In a couple of ways, Robert Peace inspired my word for the year, ask.  Though on the outside, he and I seem like we couldn't be more different, two aspects of Robert Peace's story strike home for me.

One is that his elite education had drawbacks for him.  As much as Yale opened doors for Peace, it also built a rigid model of expectations that structured Robert Peace's exterior and interior experience.  Expectations about who he should be and what kind of work he should do constrained the potential vast range of his life.  The world of ideas that he lived in for four years in New Haven was a stark contrast to Newark, irrelevant, even sometimes dangerous, in the context of his real life.  And what was worse, though the cultural gap between Yale and Newark was real, there was shame and confusion for him in not being able to bridge it effectively.  

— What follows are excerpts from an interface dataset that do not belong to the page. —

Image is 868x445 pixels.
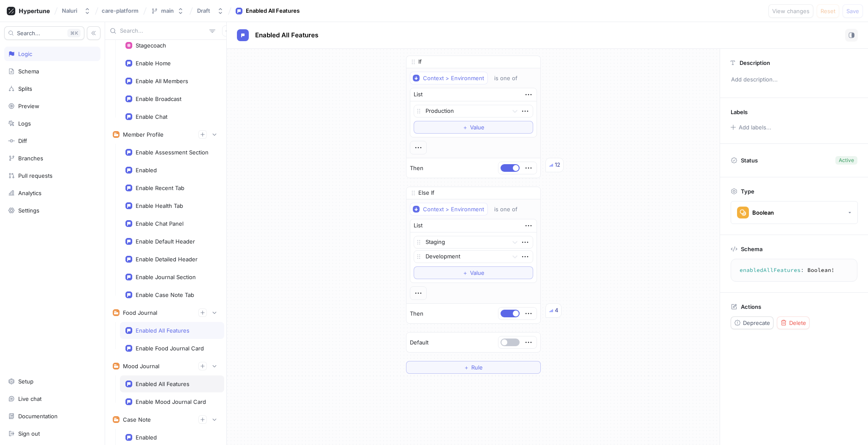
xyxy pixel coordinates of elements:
div: Diff [18,137,27,144]
button: Context > Environment [410,72,488,85]
div: Sign out [18,430,40,437]
textarea: enabledAllFeatures: Boolean! [735,263,854,278]
button: ＋Value [414,266,533,279]
span: ＋ [463,270,468,275]
div: Enable Assessment Section [136,149,209,156]
span: Delete [790,320,807,325]
button: Delete [777,316,809,329]
button: Deprecate [731,316,774,329]
button: Naluri [59,4,94,18]
div: Enabled All Features [136,327,190,334]
div: Enable Detailed Header [136,256,197,263]
p: Else If [418,188,435,197]
p: Type [741,188,755,195]
span: Reset [821,8,835,14]
div: Analytics [18,190,42,197]
input: Search... [120,27,206,35]
span: View changes [772,8,809,14]
div: Splits [18,85,32,92]
span: Value [470,270,484,275]
div: Schema [18,68,39,74]
div: Enabled [136,167,157,173]
div: Logs [18,120,31,127]
div: Enable Mood Journal Card [136,398,206,405]
p: Labels [731,109,748,115]
div: Context > Environment [423,74,484,82]
div: Live chat [18,395,42,402]
span: Value [470,125,484,130]
span: ＋ [463,125,468,130]
div: Context > Environment [423,205,484,213]
button: Save [843,4,863,18]
div: Logic [18,51,32,57]
button: Reset [817,4,839,18]
div: main [161,8,174,14]
button: Boolean [731,201,858,224]
div: List [414,90,422,99]
button: is one of [491,203,530,216]
div: Member Profile [123,131,164,138]
div: Enable Food Journal Card [136,345,204,351]
div: Case Note [123,416,151,422]
button: ＋Value [414,121,533,134]
div: Documentation [18,412,57,419]
p: Default [410,339,429,347]
div: is one of [494,205,517,213]
div: Enable All Members [136,78,188,85]
div: Enable Case Note Tab [136,291,194,298]
button: View changes [768,4,813,18]
span: Search... [17,31,40,35]
span: Deprecate [743,320,770,325]
div: Enable Recent Tab [136,184,184,191]
span: care-platform [102,8,139,14]
span: Enabled All Features [255,32,319,39]
div: Boolean [753,209,774,216]
div: Food Journal [123,309,157,316]
div: Enabled All Features [136,380,190,387]
button: is one of [491,72,530,85]
div: Add labels... [739,125,772,130]
button: Context > Environment [410,203,488,216]
p: Description [740,59,770,66]
button: main [147,4,188,18]
div: Branches [18,155,43,162]
span: ＋ [464,364,469,370]
span: Rule [472,364,483,370]
div: 4 [555,306,558,315]
div: Stagecoach [136,42,167,48]
div: Mood Journal [123,362,160,369]
div: Setup [18,377,33,384]
div: Enable Default Header [136,238,195,244]
div: Enable Broadcast [136,96,182,102]
div: Naluri [62,8,77,14]
div: Enable Home [136,60,171,67]
button: Add labels... [728,121,774,132]
p: Then [410,164,424,173]
p: If [418,57,422,66]
div: Enabled All Features [246,7,300,15]
div: Enable Chat Panel [136,220,184,227]
div: Pull requests [18,172,53,179]
div: Enable Journal Section [136,274,196,281]
a: Documentation [4,409,100,423]
div: Enable Health Tab [136,202,183,209]
div: Draft [197,8,210,14]
button: ＋Rule [406,361,541,373]
button: Draft [194,4,227,18]
div: Preview [18,102,40,109]
p: Schema [741,246,763,253]
p: Add description... [727,72,861,87]
div: List [414,221,422,230]
p: Then [410,309,424,318]
div: is one of [494,74,517,82]
button: Search...K [4,27,85,40]
p: Status [741,154,758,167]
div: K [68,29,81,38]
div: Settings [18,207,40,214]
span: Save [847,8,859,14]
div: 12 [555,160,560,169]
p: Actions [741,303,762,310]
div: Enabled [136,433,157,440]
div: Enable Chat [136,113,167,120]
div: Active [839,156,854,164]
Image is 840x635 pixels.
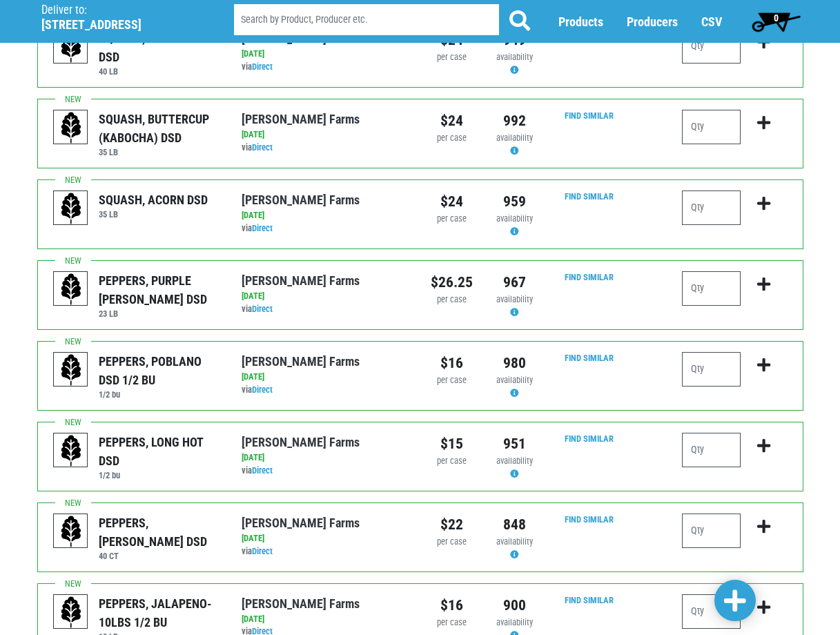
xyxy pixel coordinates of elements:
[242,464,409,477] div: via
[681,513,740,548] input: Qty
[430,535,473,548] div: per case
[430,109,473,131] div: $24
[252,545,272,556] a: Direct
[493,513,535,535] div: 848
[242,515,360,530] a: [PERSON_NAME] Farms
[493,432,535,454] div: 951
[98,66,221,76] h6: 40 LB
[681,352,740,386] input: Qty
[565,433,613,443] a: Find Similar
[558,15,603,29] span: Products
[98,190,208,209] div: SQUASH, ACORN DSD
[430,212,473,225] div: per case
[242,303,409,316] div: via
[252,384,272,394] a: Direct
[252,303,272,314] a: Direct
[681,432,740,467] input: Qty
[430,352,473,374] div: $16
[54,110,88,145] img: placeholder-variety-43d6402dacf2d531de610a020419775a.svg
[54,191,88,225] img: placeholder-variety-43d6402dacf2d531de610a020419775a.svg
[54,514,88,548] img: placeholder-variety-43d6402dacf2d531de610a020419775a.svg
[98,513,221,551] div: PEPPERS, [PERSON_NAME] DSD
[493,109,535,131] div: 992
[430,513,473,535] div: $22
[242,451,409,464] div: [DATE]
[565,272,613,282] a: Find Similar
[41,4,199,17] p: Deliver to:
[98,29,221,66] div: SQUASH, BUTTERNUT DSD
[242,383,409,396] div: via
[54,29,88,64] img: placeholder-variety-43d6402dacf2d531de610a020419775a.svg
[98,594,221,631] div: PEPPERS, JALAPENO- 10LBS 1/2 BU
[98,432,221,470] div: PEPPERS, LONG HOT DSD
[242,142,409,154] div: via
[98,389,221,399] h6: 1/2 bu
[234,4,499,35] input: Search by Product, Producer etc.
[681,190,740,225] input: Qty
[242,61,409,74] div: via
[98,470,221,480] h6: 1/2 bu
[430,293,473,306] div: per case
[496,374,532,385] span: availability
[242,531,409,545] div: [DATE]
[430,594,473,616] div: $16
[565,191,613,201] a: Find Similar
[242,435,360,449] a: [PERSON_NAME] Farms
[430,374,473,387] div: per case
[496,132,532,143] span: availability
[98,308,221,319] h6: 23 LB
[98,551,221,561] h6: 40 CT
[496,617,532,627] span: availability
[430,432,473,454] div: $15
[242,192,360,207] a: [PERSON_NAME] Farms
[496,294,532,304] span: availability
[493,594,535,616] div: 900
[430,616,473,629] div: per case
[565,352,613,363] a: Find Similar
[430,51,473,64] div: per case
[252,465,272,475] a: Direct
[98,271,221,308] div: PEPPERS, PURPLE [PERSON_NAME] DSD
[681,271,740,305] input: Qty
[242,545,409,558] div: via
[493,271,535,293] div: 967
[242,48,409,61] div: [DATE]
[493,190,535,212] div: 959
[242,612,409,625] div: [DATE]
[242,209,409,222] div: [DATE]
[430,190,473,212] div: $24
[681,594,740,628] input: Qty
[252,62,272,72] a: Direct
[496,455,532,465] span: availability
[252,223,272,233] a: Direct
[701,15,722,29] a: CSV
[54,595,88,629] img: placeholder-variety-43d6402dacf2d531de610a020419775a.svg
[242,290,409,303] div: [DATE]
[681,29,740,63] input: Qty
[430,271,473,293] div: $26.25
[565,595,613,605] a: Find Similar
[681,109,740,144] input: Qty
[98,147,221,157] h6: 35 LB
[496,536,532,546] span: availability
[493,352,535,374] div: 980
[745,7,806,35] a: 0
[98,109,221,147] div: SQUASH, BUTTERCUP (KABOCHA) DSD
[430,131,473,145] div: per case
[54,352,88,387] img: placeholder-variety-43d6402dacf2d531de610a020419775a.svg
[242,128,409,142] div: [DATE]
[252,142,272,153] a: Direct
[773,12,778,23] span: 0
[242,371,409,383] div: [DATE]
[565,514,613,524] a: Find Similar
[626,15,678,29] a: Producers
[54,433,88,468] img: placeholder-variety-43d6402dacf2d531de610a020419775a.svg
[242,273,360,288] a: [PERSON_NAME] Farms
[98,352,221,389] div: PEPPERS, POBLANO DSD 1/2 BU
[54,272,88,306] img: placeholder-variety-43d6402dacf2d531de610a020419775a.svg
[496,51,532,62] span: availability
[98,209,208,219] h6: 35 LB
[565,110,613,120] a: Find Similar
[496,213,532,223] span: availability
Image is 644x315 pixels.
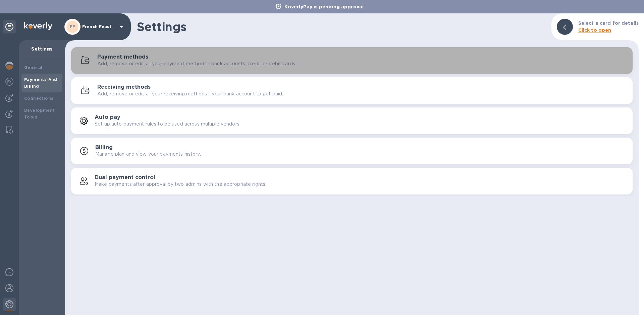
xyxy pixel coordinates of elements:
button: Dual payment controlMake payments after approval by two admins with the appropriate rights. [71,168,632,195]
p: Manage plan and view your payments history. [95,151,201,158]
h3: Billing [95,144,113,151]
b: General [24,65,42,70]
b: FF [70,24,76,29]
b: Connections [24,96,53,101]
h3: Dual payment control [94,174,155,181]
p: Settings [24,45,60,52]
b: Development Tools [24,108,54,120]
p: Add, remove or edit all your receiving methods - your bank account to get paid. [97,90,283,97]
p: Make payments after approval by two admins with the appropriate rights. [94,181,266,188]
img: Logo [24,22,52,30]
p: KoverlyPay is pending approval. [281,3,369,10]
h1: Settings [137,20,546,34]
b: Select a card for details [578,21,638,26]
button: BillingManage plan and view your payments history. [71,138,632,165]
p: French Feast [82,24,116,29]
p: Add, remove or edit all your payment methods - bank accounts, credit or debit cards. [97,60,296,67]
b: Click to open [578,27,611,33]
b: Payments And Billing [24,77,57,89]
h3: Auto pay [94,114,121,120]
h3: Receiving methods [97,84,151,90]
div: Unpin categories [3,20,16,33]
img: Foreign exchange [6,78,13,86]
button: Receiving methodsAdd, remove or edit all your receiving methods - your bank account to get paid. [71,78,632,104]
button: Payment methodsAdd, remove or edit all your payment methods - bank accounts, credit or debit cards. [71,47,632,74]
h3: Payment methods [97,54,148,60]
p: Set up auto payment rules to be used across multiple vendors [94,120,239,128]
button: Auto paySet up auto payment rules to be used across multiple vendors [71,108,632,134]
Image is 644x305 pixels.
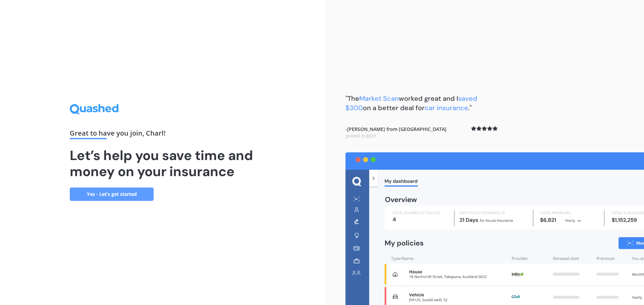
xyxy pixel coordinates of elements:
[345,152,644,305] img: dashboard.webp
[424,103,468,112] span: car insurance
[345,94,477,112] b: "The worked great and I on a better deal for ."
[359,94,398,103] span: Market Scan
[345,94,477,112] span: saved $300
[345,126,446,139] b: - [PERSON_NAME] from [GEOGRAPHIC_DATA]
[345,133,377,139] span: Joined in 2021
[70,130,256,140] div: Great to have you join , Charl !
[70,147,256,180] h1: Let’s help you save time and money on your insurance
[70,187,154,201] a: Yes - Let’s get started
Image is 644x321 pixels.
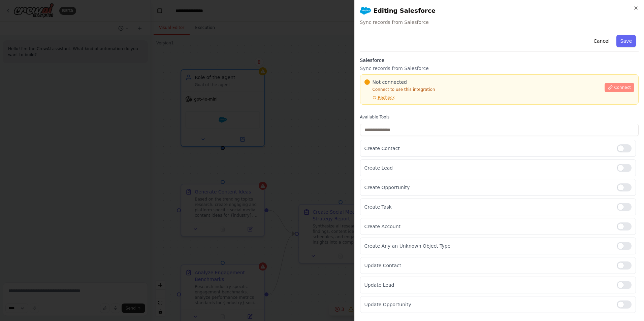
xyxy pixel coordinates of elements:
span: Not connected [373,79,407,85]
p: Update Opportunity [365,301,612,308]
button: Cancel [590,35,613,47]
span: Recheck [378,95,395,100]
label: Available Tools [360,114,638,120]
span: Sync records from Salesforce [360,19,638,25]
p: Create Task [365,203,612,211]
img: Salesforce [360,6,371,16]
p: Update Lead [365,282,612,289]
h3: Salesforce [360,57,638,64]
span: Connect [614,85,631,90]
h2: Editing Salesforce [360,6,638,16]
p: Connect to use this integration [365,87,601,92]
p: Update Contact [365,263,612,269]
p: Sync records from Salesforce [360,65,638,72]
button: Save [616,35,636,47]
button: Connect [605,83,635,92]
p: Create Account [365,223,612,230]
p: Create Any an Unknown Object Type [365,243,612,249]
p: Create Lead [365,165,612,171]
button: Recheck [365,95,395,100]
p: Create Opportunity [365,184,612,191]
p: Create Contact [365,145,612,152]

Palo Alto is no Newark, that is for sure.  But, with regard to some of the mundane challenges of my own life--say caring for a colicky baby or encountering grief, my own education has sometimes felt extravagant and useless, like a Tesla abandoned in a redwood forest--no charger for miles.  And this experience has often been accompanied by a wild shame--that I should have been more prepared, or I should have seen that I was unprepared, or I somehow should have known something that I didn't.  I often look back in wonder and sadness that I spent most of my education mastering new information, very little time experimenting, taking risks, or visiting the emotional terrain of not knowing.

The second way that Peace's story strikes home, and this is one, oddly, I think a lot of moms might relate to, is that Robert Peace was a giver.  He tutored other families' children, he gave money to family and friends, he supported his mother, organized the legal defense of his incarcerated father, and in a lot of ways, spread himself thin on behalf of his community.  By doing all of this, he created a social world that perceived him as competent, resourceful, and empowered.  The reality was, his energy drained from his life.  He failed to be honest with himself and with others about how low his own reserves were, and eventually this had a fatal cost.

In these few ways, Robert Peace inspired me to take up the word "ask" this year.  He showed me that giving can sometimes be a cover up for where we feel small and scared, where we need to reveal to the world that we are under resourced, need help, or simply don't know what to do next.  And he reminded me that I am still learning about learning, that I still struggle with taking risks and not knowing.

I am deeply grateful to the writer, Jeff Hobbs, for creating this work of non-fiction. This was a personal story for him:  Hobbs was Robert Peace's white Yale roommate.  He narrates a complicated story of race, class, education and poverty with clear sight and a big heart. I highly recommend it.